Questions about EULA with Excluded Licenses clause

Dean Brettle dean at brettle.com
Thu Jun 23 19:20:29 UTC 2005


On Thu, 2005-06-23 at 18:02 +0000, Matthew Seth Flaschen wrote:
> (please excuse possible duplicate message)
> > Does that clause prohibit creating a program which links to both EAB
> and 
> > LGPLed libs? It seems to me that it can be read that way if the 
> > (dynamically) linked program is considered a derivative work of
> EAB, 
> > because the derivative work would then be covered, in part, by an 
> > Excluded License (the LGPL). Is that right? 
>  
> First of all, the whole point of LGPL is that derivative works that
> only link to it, but are not modifications, do not need to be licensed
> under the LGPL.

I understand that.  I don't think the combination would violate the
LGPL.  I think it might violate the EULA because the LGPL requires that
the source for the LGPLed library be included and licensed under the
LGPL when distributing a "derivative work that uses the library".  If
the LGPLed library is considered a "part of" the derivative work for the
purposes of the EULA, I'm concerned that MS could successfully argue
that having it covered by the LGPL is a violation.  Is that a valid
concern or am I being too paranoid? :-)


>   Secondly, you do not have the right to distribute derivative works
> of a copyrighted work without explicit permission.  Even without this
> clause, you wouldn't have explicit permission to distribute under the
> "Excluded Licenses".  Therefore, doing so would be a copyright
> infringement.

I think the idea would be to distribute the derivative work under a non-
Excluded License.  The EULA seems to give explicit permission to do that
when it says, "You may redistribute the Solution and any modifications
you make to it, in whole or in part, on a stand alone basis or as part
of your own products or services."  Am I missing something?

> 
> > As a separate question, is the EULA an Open Source license? 
<snip>
> If you are asking whether it could qualify, the answer is also no.
> For a start, there is the "Performance Tests" clause
<snip>
> That precludes publicly benchmark testing the software.  That's a
> restriction on field of endevaour(#6).

Thanks.  Not sure how I missed that...

<snip>
> Does the software actually provide complete source code?  If not, it
> fails #2.

Good question. :-)  I don't know the answer.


▶ EXERCISE AIM:
In the entries below, how many lines hold the word "Strategy"? Answer with the number only.

Data entries:

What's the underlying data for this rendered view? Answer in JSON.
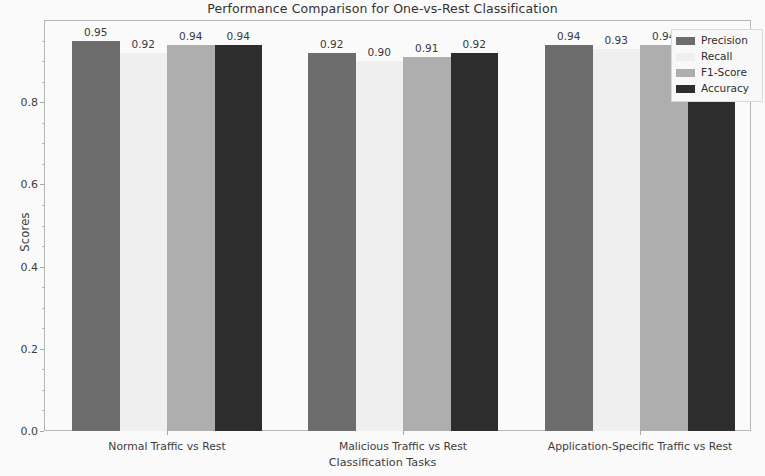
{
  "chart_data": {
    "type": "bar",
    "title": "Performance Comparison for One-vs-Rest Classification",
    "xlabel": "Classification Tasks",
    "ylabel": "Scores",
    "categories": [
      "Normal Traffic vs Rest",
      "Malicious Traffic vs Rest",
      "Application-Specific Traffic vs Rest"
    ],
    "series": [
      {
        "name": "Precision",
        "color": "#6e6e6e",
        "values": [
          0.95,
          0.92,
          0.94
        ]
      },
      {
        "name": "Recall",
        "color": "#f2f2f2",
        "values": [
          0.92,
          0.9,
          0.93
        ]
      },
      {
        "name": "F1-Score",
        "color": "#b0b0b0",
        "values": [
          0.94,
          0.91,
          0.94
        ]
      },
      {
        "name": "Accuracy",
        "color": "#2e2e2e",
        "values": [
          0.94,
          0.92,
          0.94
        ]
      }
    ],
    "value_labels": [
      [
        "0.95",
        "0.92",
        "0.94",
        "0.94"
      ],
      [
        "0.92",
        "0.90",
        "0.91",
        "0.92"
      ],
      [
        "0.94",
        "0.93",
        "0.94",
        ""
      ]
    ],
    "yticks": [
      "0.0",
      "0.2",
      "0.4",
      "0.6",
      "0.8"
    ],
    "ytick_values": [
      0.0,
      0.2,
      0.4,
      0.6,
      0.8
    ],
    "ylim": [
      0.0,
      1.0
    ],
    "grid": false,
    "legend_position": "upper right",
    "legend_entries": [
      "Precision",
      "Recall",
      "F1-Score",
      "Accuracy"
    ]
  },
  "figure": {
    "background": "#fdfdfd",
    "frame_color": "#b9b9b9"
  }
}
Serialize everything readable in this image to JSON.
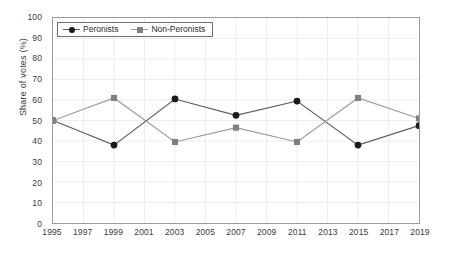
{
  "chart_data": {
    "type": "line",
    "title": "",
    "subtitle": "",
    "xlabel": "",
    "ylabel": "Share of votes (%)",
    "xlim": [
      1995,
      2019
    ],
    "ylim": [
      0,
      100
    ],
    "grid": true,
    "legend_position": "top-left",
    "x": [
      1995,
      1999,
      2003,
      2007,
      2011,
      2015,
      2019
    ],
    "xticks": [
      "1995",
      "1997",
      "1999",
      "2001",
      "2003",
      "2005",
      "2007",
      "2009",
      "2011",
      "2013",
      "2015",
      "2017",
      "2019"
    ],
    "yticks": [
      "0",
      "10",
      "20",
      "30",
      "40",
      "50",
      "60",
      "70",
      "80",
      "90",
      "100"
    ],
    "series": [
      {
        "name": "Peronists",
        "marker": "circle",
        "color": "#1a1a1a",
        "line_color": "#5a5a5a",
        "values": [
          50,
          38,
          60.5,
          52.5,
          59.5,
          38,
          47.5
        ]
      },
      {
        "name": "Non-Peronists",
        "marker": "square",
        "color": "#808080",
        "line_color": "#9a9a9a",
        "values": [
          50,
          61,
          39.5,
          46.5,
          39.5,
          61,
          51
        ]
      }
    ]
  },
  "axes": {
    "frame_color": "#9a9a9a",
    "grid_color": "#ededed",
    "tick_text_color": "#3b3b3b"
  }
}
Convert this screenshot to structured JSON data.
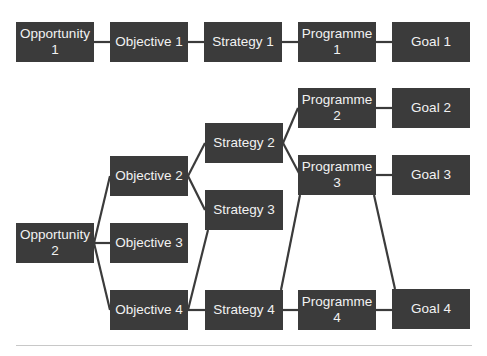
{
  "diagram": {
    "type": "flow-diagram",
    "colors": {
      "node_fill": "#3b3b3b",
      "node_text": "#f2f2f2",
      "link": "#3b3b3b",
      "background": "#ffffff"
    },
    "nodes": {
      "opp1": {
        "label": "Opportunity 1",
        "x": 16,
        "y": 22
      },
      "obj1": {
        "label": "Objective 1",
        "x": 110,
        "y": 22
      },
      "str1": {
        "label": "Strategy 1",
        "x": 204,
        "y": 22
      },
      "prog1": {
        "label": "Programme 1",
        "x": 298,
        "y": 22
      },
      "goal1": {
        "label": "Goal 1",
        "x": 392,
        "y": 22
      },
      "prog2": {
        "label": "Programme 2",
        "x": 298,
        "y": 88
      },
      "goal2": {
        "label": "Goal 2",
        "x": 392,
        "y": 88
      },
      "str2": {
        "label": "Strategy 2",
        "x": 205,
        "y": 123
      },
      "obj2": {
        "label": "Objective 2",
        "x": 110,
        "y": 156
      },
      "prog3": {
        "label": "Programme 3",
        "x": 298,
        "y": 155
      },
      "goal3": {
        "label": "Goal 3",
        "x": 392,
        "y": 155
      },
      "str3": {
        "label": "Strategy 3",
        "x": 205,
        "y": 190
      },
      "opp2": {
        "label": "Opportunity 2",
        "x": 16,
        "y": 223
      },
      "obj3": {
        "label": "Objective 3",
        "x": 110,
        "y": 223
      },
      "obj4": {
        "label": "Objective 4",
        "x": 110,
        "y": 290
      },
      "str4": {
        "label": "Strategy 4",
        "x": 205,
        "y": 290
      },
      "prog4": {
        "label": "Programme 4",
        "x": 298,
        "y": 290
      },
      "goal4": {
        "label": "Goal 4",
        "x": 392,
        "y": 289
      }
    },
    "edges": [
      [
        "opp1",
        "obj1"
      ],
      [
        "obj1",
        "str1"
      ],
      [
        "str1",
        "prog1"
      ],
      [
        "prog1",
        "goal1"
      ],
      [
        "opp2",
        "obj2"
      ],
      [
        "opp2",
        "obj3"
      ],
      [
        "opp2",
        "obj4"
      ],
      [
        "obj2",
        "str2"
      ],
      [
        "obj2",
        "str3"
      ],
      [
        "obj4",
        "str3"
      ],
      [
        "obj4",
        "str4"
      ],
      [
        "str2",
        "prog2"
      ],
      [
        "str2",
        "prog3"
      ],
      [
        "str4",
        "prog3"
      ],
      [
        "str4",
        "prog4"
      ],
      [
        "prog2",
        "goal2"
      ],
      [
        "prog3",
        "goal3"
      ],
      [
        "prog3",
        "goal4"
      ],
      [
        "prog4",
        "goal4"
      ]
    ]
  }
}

--

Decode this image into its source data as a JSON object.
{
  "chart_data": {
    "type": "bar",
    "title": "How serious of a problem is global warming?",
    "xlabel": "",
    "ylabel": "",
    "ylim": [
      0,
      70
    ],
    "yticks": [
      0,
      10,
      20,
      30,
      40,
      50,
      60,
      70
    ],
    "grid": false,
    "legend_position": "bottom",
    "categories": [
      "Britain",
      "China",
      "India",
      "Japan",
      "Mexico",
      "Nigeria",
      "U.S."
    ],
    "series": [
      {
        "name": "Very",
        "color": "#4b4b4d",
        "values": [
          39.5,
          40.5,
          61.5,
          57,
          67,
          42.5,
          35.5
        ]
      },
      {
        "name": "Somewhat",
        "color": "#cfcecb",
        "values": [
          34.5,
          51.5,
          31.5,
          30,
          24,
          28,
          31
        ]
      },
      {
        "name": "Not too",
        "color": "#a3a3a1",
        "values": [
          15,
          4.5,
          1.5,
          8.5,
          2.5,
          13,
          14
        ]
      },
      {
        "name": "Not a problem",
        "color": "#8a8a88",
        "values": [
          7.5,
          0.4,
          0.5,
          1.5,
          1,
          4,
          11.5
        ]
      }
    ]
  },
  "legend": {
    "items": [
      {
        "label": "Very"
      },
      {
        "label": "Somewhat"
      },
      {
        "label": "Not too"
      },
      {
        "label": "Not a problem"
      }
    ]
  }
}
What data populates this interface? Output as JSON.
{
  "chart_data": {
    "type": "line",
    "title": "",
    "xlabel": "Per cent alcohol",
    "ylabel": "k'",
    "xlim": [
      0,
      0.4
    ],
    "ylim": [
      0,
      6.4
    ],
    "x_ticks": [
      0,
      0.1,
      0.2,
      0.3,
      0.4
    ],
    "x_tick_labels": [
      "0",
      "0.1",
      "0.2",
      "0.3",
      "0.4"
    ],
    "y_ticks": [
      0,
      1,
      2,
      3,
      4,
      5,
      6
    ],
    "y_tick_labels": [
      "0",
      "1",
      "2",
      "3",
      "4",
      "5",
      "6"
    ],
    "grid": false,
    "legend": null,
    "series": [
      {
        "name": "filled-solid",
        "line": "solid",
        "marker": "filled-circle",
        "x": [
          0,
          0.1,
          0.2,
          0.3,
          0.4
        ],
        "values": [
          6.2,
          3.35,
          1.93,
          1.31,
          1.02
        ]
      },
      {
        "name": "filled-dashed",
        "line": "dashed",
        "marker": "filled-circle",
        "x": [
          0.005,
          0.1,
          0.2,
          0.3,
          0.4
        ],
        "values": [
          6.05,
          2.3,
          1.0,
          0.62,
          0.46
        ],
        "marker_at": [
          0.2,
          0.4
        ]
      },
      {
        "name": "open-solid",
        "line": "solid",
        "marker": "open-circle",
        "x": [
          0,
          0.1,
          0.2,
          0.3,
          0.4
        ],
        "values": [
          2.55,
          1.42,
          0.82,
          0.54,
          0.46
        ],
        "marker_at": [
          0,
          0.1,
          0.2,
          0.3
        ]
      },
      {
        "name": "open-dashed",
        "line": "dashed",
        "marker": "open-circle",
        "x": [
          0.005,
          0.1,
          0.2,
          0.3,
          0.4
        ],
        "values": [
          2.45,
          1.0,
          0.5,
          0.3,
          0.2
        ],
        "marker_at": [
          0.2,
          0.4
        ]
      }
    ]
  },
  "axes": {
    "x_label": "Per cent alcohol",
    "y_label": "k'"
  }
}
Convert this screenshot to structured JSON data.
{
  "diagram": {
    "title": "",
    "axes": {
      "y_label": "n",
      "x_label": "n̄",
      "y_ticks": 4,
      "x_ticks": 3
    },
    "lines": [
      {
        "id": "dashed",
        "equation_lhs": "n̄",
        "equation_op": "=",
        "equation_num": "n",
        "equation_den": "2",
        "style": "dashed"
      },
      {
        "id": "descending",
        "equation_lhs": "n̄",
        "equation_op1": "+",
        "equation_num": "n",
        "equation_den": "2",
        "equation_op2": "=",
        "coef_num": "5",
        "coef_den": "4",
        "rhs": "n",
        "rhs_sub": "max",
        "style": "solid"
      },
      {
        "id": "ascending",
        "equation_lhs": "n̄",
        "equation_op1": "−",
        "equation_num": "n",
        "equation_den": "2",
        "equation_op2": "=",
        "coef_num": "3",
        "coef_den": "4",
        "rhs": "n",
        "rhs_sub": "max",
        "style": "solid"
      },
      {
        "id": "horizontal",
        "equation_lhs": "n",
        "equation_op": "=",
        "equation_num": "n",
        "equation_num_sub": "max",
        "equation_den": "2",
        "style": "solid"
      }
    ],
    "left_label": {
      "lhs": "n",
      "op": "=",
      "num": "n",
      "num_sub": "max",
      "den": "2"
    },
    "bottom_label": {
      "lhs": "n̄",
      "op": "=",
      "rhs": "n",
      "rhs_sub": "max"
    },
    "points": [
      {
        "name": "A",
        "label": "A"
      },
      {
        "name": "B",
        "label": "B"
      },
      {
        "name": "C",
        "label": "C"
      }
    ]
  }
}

▶ THE ANSWER:
4